With this exhibition, the gallery draws attention to one of the most significant and recognizable Bulgarian artists, with an international career and a strong social and political position - Pravdoliub Ivanov. The exhibition provides a key to understanding the artist's work and comes at the right time to present important but unseen works created in Bulgaria in different periods between 1998 and 2024. Although they have so far remained aloof from public debate, these artworks carry messages that resonate particularly strongly in the moment in which we live.

 

The exhibition is named after the work Truth About the Truth - a mirrored verbal absurdism pointing to the commonality between such disparate works, whose connection is the inversion of our notions of the obvious and a provocation to the stereotypes through which we often view the world and everyday life. The exhibition also focuses on a less visible aspect of art, the freedom of interpretation that art offers and the temporal fluidity of these interpretations.

 

The eponymous large-format ink drawing The Truth About the Truth (2012) dutifully depicts two objects, alien to each other, clinging to a strange dichotomy, almost like the famous quote from Lautréamont's Songs of Maldoror. The stillness that the two objects radiate makes us wonder if the projection apparatus is in fact projecting the machine that seems to be trying to destroy it.

 

On the floor in the centre of the room are "scattered" 100 metal wheels with photographs of passengers sleeping in the New York subway, Vehicles dream (1998). It is in "the city that never sleeps" that the alienated and isolated "candid"[i] photographic portraits of 27 years ago unexpectedly take on political significance today. Their stasis and metaphysical helplessness make them a symbol of fatigue, isolation and oblivion.

 

On the wall to the left is a tangle of ribbons for orders and medals from various countries, Winners and Losers (2013). The striped textile holders of glory and honours (some given posthumously) are stretched out into an unrecognisable infinity, chaotically transitioning from verticals to horizontals. It is this upward and sideways movement in Winners and Losers that becomes a code for reading the work - ascension and resignation, passivity and activity, vital and mortal, in an otherwise colorful, vibrant abstract installation.
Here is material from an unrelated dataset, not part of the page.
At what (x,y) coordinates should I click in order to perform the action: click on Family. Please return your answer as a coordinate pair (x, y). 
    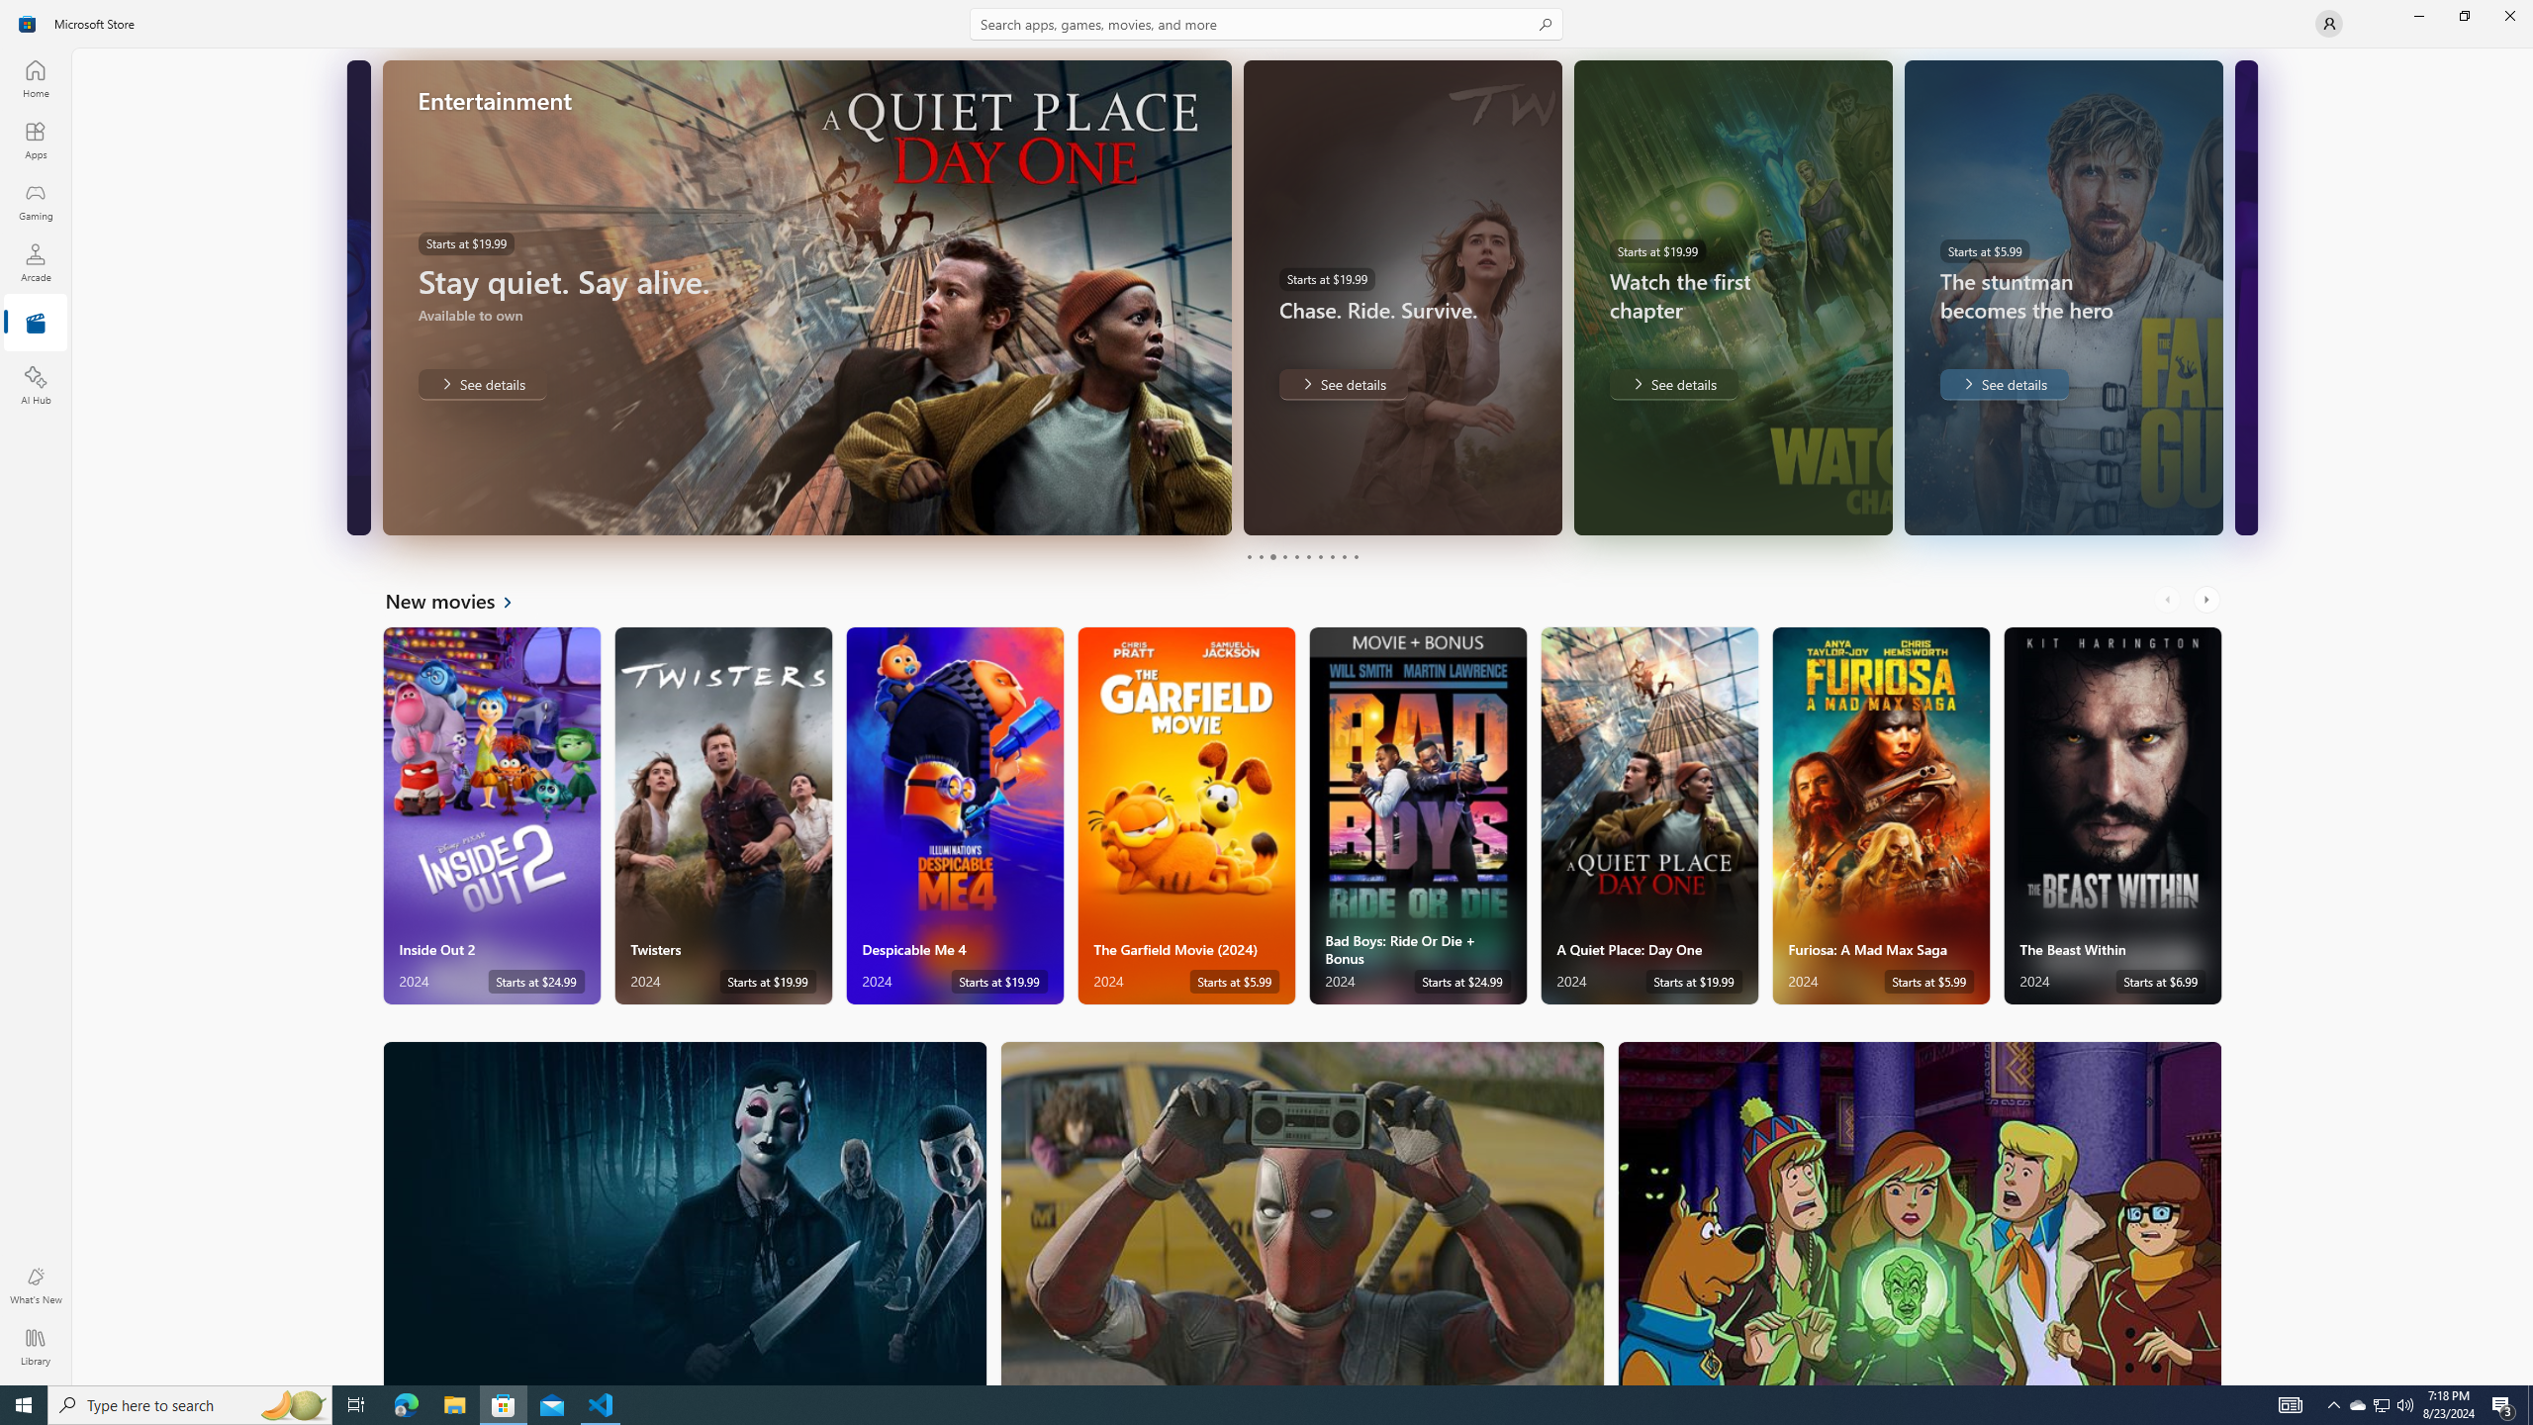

On the column in the middle there is a small neon sign as if installed backwards by mistake: "on the wrong side". The title of this 2016 work is You Are.  This is what a caption would look like, indicating to people that they are on the "wrong" side, but viewed from the "right" side.

 

The exhibition features an object in a framed-box that seems to have black cardboard pieces jumbled inside. With each installation, the work Just Because-II (2012) changes configuration within the box as the elements within are not fixed. There is a scrawled inscription with a blade on the surface, reminding us of the famous phrase during the time of McCarthyism: "Just because you're paranoid doesn't mean you're not being watched". A phrase from a bygone era that seems to be making a comeback with the gravitation towards totalitarian regimes around the world and new surveillance and profiling technologies.

 

Among the drawings is an object with a broken porcelain plate on a black background, Eclipse (2022). Found on the street, the plate was broken in such a perfect way that the artist returned to collect it and create the work. "Eclipse, or Why the Hungry Don't Believe the Sith" is a white inscription on the black metal surface that subtly inverts the famous phrase about the sith and the hungry, giving a clue to the work or else a confusion in the almost astronomical vision of the broken plate.

 

Last to the entrance is the small installation Égalité / Equality (2019), a work named after one of the slogans of the "French Revolution" (1789–1799). The two watery lines of the mathematical sign for equality are made of salami. Seduced, we might not notice that these are not two salamis, just as in our own success we do not notice inequalities that do not concern us. The work can serve as utopian "instruction" to achieve equality, but also as a dislocation of the mechanisms of selfishness and duplicity. All this - if only the viewer is curious enough.
 

Sarieva/Gallery @ DOT Sofia, ul. Bratya Miladinovi 46, Women’s Market, 1303 Sofia, Bulgaria
Visiting hours during shows: Wednesday – Saturday: 1:30 p.m. – 7:00 p.m.,  Sunday: 1 p.m. – 4 p.m.